Many engineers have a strained relationship with Bash. I love it though, but I’m very aware of it’s limitations when it comes to error handling and data structures (or lack thereof). As a result of these limitations I often see Bash scripts written very defensively that define something like: set -euxo pipefail These are bash builtin options that do more or less sensible things. e: Exit immediately when a non-zero exit status is encountered u: Undefined variables throws an error and exits the script x: Print every evaluation. o pipefail: Here we make sure that any error in a pipe of commands will fail the entire pipe instead just carrying on to the next command in the pipe. All of these are quite useful, thought I tend to skip the -u flag as bash scripts often interact with global variables that are set outside my scripts. The -x flag is extremely noisy so it’s most often used manually when debugging. And to be honest, I don’t really use -o pipefail either. I guess this is a good place for a few words of caution when it comes to this approach. Feel free to dig into this reddit comment, but to summarize, the behavior of these flags aren’t consistent across Bash versions and they can break your scripts in unexpected ways.

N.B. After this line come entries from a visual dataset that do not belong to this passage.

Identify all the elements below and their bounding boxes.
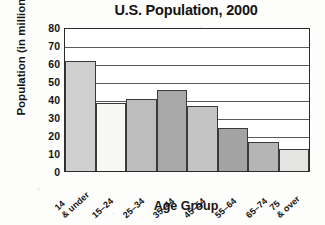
y-tick-50: 50 [32,76,60,88]
x-axis-tick-labels: 14& under15–2425–3435–4445–5455–6465–747… [64,174,310,220]
y-tick-10: 10 [32,148,60,160]
bar [157,90,188,171]
bar [126,99,157,171]
y-tick-70: 70 [32,40,60,52]
y-tick-20: 20 [32,130,60,142]
y-tick-30: 30 [32,112,60,124]
bar [65,61,96,171]
bar [218,128,249,171]
y-axis-tick-labels: 01020304050607080 [32,0,60,225]
y-axis-title: Population (in millions) [15,0,27,127]
bar [248,142,279,171]
bar [96,103,127,171]
y-tick-60: 60 [32,58,60,70]
plot-area [64,28,310,172]
y-tick-80: 80 [32,22,60,34]
bar-chart: U.S. Population, 2000 Population (in mil… [0,0,325,225]
y-tick-40: 40 [32,94,60,106]
bar-series [65,29,309,171]
chart-title: U.S. Population, 2000 [60,2,312,18]
bar [187,106,218,171]
y-tick-0: 0 [32,166,60,178]
x-axis-title: Age Group [60,199,312,213]
bar [279,149,310,171]
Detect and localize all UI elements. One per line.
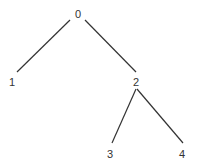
node-3-label: 3: [107, 148, 113, 160]
edge-2-3: [112, 89, 136, 143]
edge-0-1: [17, 20, 70, 72]
edge-2-4: [137, 89, 183, 143]
tree-diagram: 0 1 2 3 4: [0, 0, 198, 164]
edge-0-2: [85, 20, 136, 72]
node-4-label: 4: [179, 148, 185, 160]
node-2-label: 2: [133, 76, 139, 88]
node-0-label: 0: [75, 8, 81, 20]
node-1-label: 1: [9, 76, 15, 88]
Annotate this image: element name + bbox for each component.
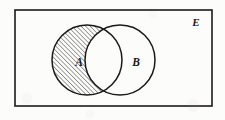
venn-diagram-figure: A B E bbox=[0, 0, 225, 120]
set-label-a: A bbox=[74, 56, 83, 68]
venn-diagram-canvas: A B E bbox=[0, 0, 225, 120]
universe-label-e: E bbox=[191, 16, 199, 28]
shaded-region-a-minus-b bbox=[0, 0, 225, 120]
set-label-b: B bbox=[131, 56, 140, 68]
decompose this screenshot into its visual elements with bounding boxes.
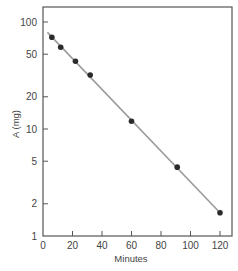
y-axis-title: A (mg) [10, 110, 21, 138]
y-tick-label: 10 [26, 124, 38, 135]
data-point [58, 45, 64, 51]
data-point [87, 72, 93, 78]
y-tick-label: 100 [20, 17, 37, 28]
x-tick-label: 20 [67, 240, 79, 251]
y-tick-label: 1 [31, 231, 37, 242]
data-point [129, 119, 135, 125]
x-tick-label: 100 [182, 240, 199, 251]
x-tick-label: 0 [40, 240, 46, 251]
y-tick-label: 50 [26, 49, 38, 60]
x-axis: 020406080100120 [40, 231, 229, 251]
x-tick-label: 40 [96, 240, 108, 251]
y-axis: 125102050100 [20, 17, 48, 242]
data-point [217, 210, 223, 216]
plot-series [47, 32, 222, 215]
plot-border [43, 7, 232, 236]
x-axis-title: Minutes [114, 253, 148, 264]
y-tick-label: 20 [26, 91, 38, 102]
y-tick-label: 2 [31, 198, 37, 209]
data-point [49, 34, 55, 40]
x-tick-label: 60 [126, 240, 138, 251]
data-point [174, 164, 180, 170]
chart: 125102050100 020406080100120 Minutes A (… [0, 0, 238, 271]
plot-frame [43, 7, 232, 236]
x-tick-label: 80 [155, 240, 167, 251]
data-point [73, 58, 79, 64]
x-tick-label: 120 [212, 240, 229, 251]
y-tick-label: 5 [31, 156, 37, 167]
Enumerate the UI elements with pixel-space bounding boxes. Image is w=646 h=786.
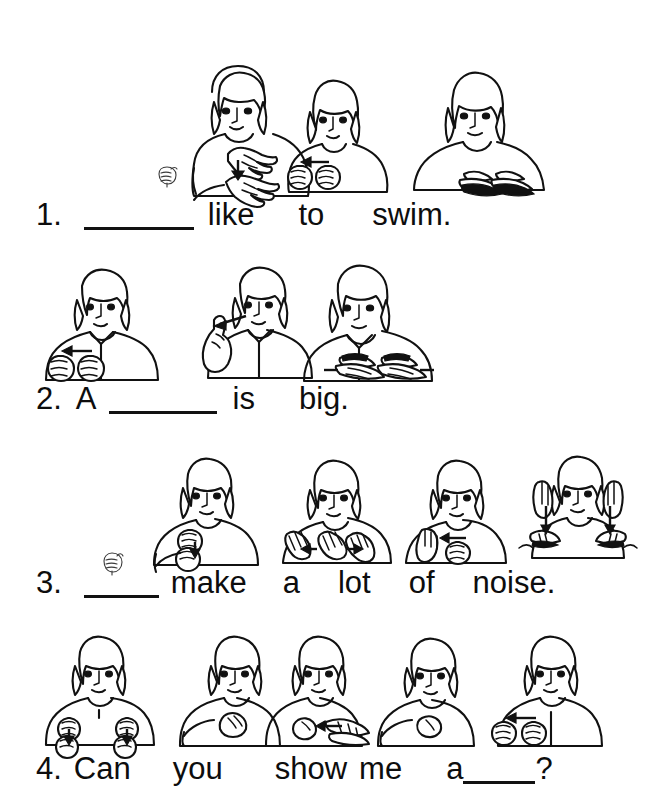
worksheet-page: 1. like to swim. <box>0 0 646 786</box>
exercise-2-word-1: A <box>76 383 97 414</box>
sign-row-2 <box>0 246 646 376</box>
exercise-2-blank[interactable] <box>109 387 217 414</box>
exercise-4-word-4: me <box>359 753 402 784</box>
sign-me <box>370 630 485 746</box>
exercise-1-blank[interactable] <box>84 203 194 230</box>
sign-a-row4 <box>484 626 614 750</box>
exercise-3-word-2: a <box>283 567 300 598</box>
exercise-3-word-5: noise. <box>473 567 556 598</box>
exercise-4-word-3: show <box>275 753 347 784</box>
sign-row-3 <box>0 438 646 563</box>
sign-noise <box>513 444 643 564</box>
exercise-3-blank[interactable] <box>84 571 159 598</box>
exercise-1-word-1: like <box>208 199 255 230</box>
exercise-2-sentence: 2. A is big. <box>0 378 646 414</box>
sign-big <box>286 246 456 381</box>
sign-swim <box>400 54 560 199</box>
exercise-1-sentence: 1. like to swim. <box>0 194 646 230</box>
exercise-3-number: 3. <box>36 567 62 598</box>
sign-a-lot <box>398 450 513 565</box>
exercise-1-number: 1. <box>36 199 62 230</box>
sign-a-row2 <box>40 250 170 380</box>
exercise-2-word-3: big. <box>299 383 349 414</box>
sign-row-4 <box>0 618 646 746</box>
exercise-2-word-2: is <box>233 383 255 414</box>
sign-row-1 <box>0 48 646 198</box>
exercise-1-word-2: to <box>298 199 324 230</box>
sign-can <box>38 624 163 749</box>
sign-make <box>277 448 402 563</box>
exercise-4-word-6: ? <box>535 753 552 784</box>
exercise-4-blank[interactable] <box>463 757 535 784</box>
sign-like <box>285 62 395 192</box>
exercise-3-sentence: 3. make a lot of noise. <box>0 562 646 598</box>
exercise-4-word-1: Can <box>74 753 131 784</box>
exercise-4-word-2: you <box>173 753 223 784</box>
handshape-marker-a <box>152 162 182 192</box>
exercise-3-word-4: of <box>409 567 435 598</box>
exercise-1-word-3: swim. <box>372 199 451 230</box>
exercise-3-word-3: lot <box>338 567 371 598</box>
sign-they <box>140 442 270 567</box>
exercise-2-number: 2. <box>36 383 62 414</box>
exercise-3-word-1: make <box>171 567 247 598</box>
exercise-4-word-5: a <box>446 753 463 784</box>
exercise-4-sentence: 4. Can you show me a ? <box>0 748 646 784</box>
exercise-4-number: 4. <box>36 753 62 784</box>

Feel free to dig into this reddit comment, but to summarize, the behavior of these flags aren’t consistent across Bash versions and they can break your scripts in unexpected ways. Then we print a neatly formatted string of the data we’ve gathered and prepend>&2 which redirects the output to stderr instead of stdout. This way, if the script suddenly exits due to any non-zero result, we still get an error logged and a stack trace, like a Sire.